Kim
Kim

Reputation: 13

Simple Question : about python class parenthesis

Look at the code below.

class A :
  def __init__(self, a = "Hello") :
    self.a = a

print(A().a) # 1

print(A.a) # 2

1 is not error

2 is error - AttributeError: type object 'A' has no attribute 'a'

What is the difference between the two results?

Upvotes: 1

Views: 65

Answers (2)

NickTsonis
NickTsonis

Reputation: 73

You need to create an instance of the class first:

class A :
    def __init__(self, a = "Hello") :
        self.a = a

class_instance = A()
print(class_instance.a)

You can set the value of "a" when creating the instance by typing in the parenthesis:

class_instance = A("this is the value of a")

you can change the value after the creation like so:

class_instance.a = "New value of a"

A().a is creating an instance and returns the a value of the instance. A.a cannot be executed because A is the Class name and doesn't have any attributes if you don't create an instance first

Upvotes: 0

Louis Lac
Louis Lac

Reputation: 6406

In your code A refers the the type of a class and also to its constructor/initialiser. A is called the class and when you construct an object of type A with the constructor you get an instance of that class.

A  # Refers to the class A
A()  # is an instance of class A

There is a difference between a class property and an instance property. Consider the following code:

class A:
  propertyA = "hello"

  def __init__(self, string="world"):
    self.propertyB = string

In this snippet propertyA is a class property while propertyB is an instance property. Each instance of type A has its own propertyB and you must instantiate and object (an instance) first.

A.propertyA  # Class property, does not need an instance
A().propertyB  # instance property, needs an instance

In your code the constructor for A is the code written in the __init__. This code will be called when you type A(). Note that you specified a default value for the parameter a but if you don't you would call the constructor like this:

A("hello")  # or:
A(a="hello")

Note that classes, instances and constructors are fundamentals of OOP (and by extension Python), you really should learn this, it avoids lots of basic errors.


- [PROBLEM DETAILS]
The entries below are to be restated exactly, and their images are to be omitted.

(Excerpts from a figure dataset)
^^^^^^^^^^^^^^^^

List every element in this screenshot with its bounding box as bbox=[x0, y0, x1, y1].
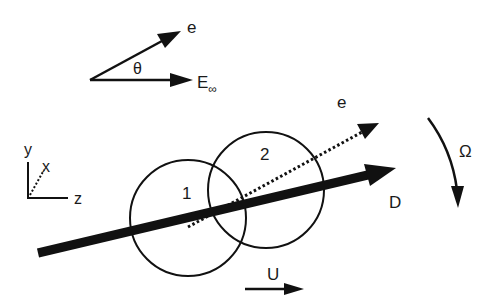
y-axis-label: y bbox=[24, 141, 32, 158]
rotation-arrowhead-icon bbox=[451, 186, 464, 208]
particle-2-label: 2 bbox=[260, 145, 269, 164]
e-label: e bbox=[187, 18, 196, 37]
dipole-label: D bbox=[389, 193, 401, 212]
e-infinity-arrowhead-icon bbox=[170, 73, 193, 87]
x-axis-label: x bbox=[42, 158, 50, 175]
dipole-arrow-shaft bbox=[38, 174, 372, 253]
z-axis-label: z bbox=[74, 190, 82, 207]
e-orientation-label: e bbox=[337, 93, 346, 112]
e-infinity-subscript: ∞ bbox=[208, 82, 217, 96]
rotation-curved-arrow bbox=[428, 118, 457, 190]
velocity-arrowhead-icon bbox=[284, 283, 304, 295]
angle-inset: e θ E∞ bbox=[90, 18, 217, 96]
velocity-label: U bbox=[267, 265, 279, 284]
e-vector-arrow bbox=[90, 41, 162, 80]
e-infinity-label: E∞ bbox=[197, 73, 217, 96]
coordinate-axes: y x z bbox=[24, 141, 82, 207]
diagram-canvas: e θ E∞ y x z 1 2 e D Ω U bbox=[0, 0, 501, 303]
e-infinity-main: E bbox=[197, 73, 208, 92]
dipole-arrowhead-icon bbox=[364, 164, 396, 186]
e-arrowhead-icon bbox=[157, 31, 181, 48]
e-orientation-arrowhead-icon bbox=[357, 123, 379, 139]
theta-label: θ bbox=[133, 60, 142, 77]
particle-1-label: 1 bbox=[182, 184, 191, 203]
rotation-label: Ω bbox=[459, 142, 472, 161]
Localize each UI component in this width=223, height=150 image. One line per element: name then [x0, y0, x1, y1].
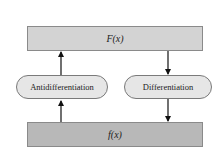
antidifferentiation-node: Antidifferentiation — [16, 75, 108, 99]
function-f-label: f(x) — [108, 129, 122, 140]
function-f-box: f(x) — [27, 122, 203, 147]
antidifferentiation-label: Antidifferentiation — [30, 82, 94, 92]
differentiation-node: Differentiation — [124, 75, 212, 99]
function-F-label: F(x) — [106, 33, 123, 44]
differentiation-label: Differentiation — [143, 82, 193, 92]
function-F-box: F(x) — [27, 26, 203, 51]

^^^^^^^^^^^^^^^^

- [EXERCISE RESULT]
List every element in this screenshot with its bounding box as bbox=[x0, y0, x1, y1].
y-axis-label: y bbox=[24, 141, 32, 158]
rotation-arrowhead-icon bbox=[451, 186, 464, 208]
particle-2-label: 2 bbox=[260, 145, 269, 164]
e-label: e bbox=[187, 18, 196, 37]
dipole-label: D bbox=[389, 193, 401, 212]
e-infinity-arrowhead-icon bbox=[170, 73, 193, 87]
x-axis-label: x bbox=[42, 158, 50, 175]
dipole-arrow-shaft bbox=[38, 174, 372, 253]
z-axis-label: z bbox=[74, 190, 82, 207]
e-orientation-label: e bbox=[337, 93, 346, 112]
e-infinity-subscript: ∞ bbox=[208, 82, 217, 96]
rotation-curved-arrow bbox=[428, 118, 457, 190]
velocity-arrowhead-icon bbox=[284, 283, 304, 295]
angle-inset: e θ E∞ bbox=[90, 18, 217, 96]
velocity-label: U bbox=[267, 265, 279, 284]
e-vector-arrow bbox=[90, 41, 162, 80]
e-infinity-label: E∞ bbox=[197, 73, 217, 96]
coordinate-axes: y x z bbox=[24, 141, 82, 207]
diagram-canvas: e θ E∞ y x z 1 2 e D Ω U bbox=[0, 0, 501, 303]
e-infinity-main: E bbox=[197, 73, 208, 92]
dipole-arrowhead-icon bbox=[364, 164, 396, 186]
e-arrowhead-icon bbox=[157, 31, 181, 48]
e-orientation-arrowhead-icon bbox=[357, 123, 379, 139]
theta-label: θ bbox=[133, 60, 142, 77]
particle-1-label: 1 bbox=[182, 184, 191, 203]
rotation-label: Ω bbox=[459, 142, 472, 161]
Localize each UI component in this width=223, height=150 image. One line per element: name then [x0, y0, x1, y1].
antidifferentiation-node: Antidifferentiation — [16, 75, 108, 99]
function-f-label: f(x) — [108, 129, 122, 140]
function-f-box: f(x) — [27, 122, 203, 147]
antidifferentiation-label: Antidifferentiation — [30, 82, 94, 92]
differentiation-node: Differentiation — [124, 75, 212, 99]
function-F-label: F(x) — [106, 33, 123, 44]
differentiation-label: Differentiation — [143, 82, 193, 92]
function-F-box: F(x) — [27, 26, 203, 51]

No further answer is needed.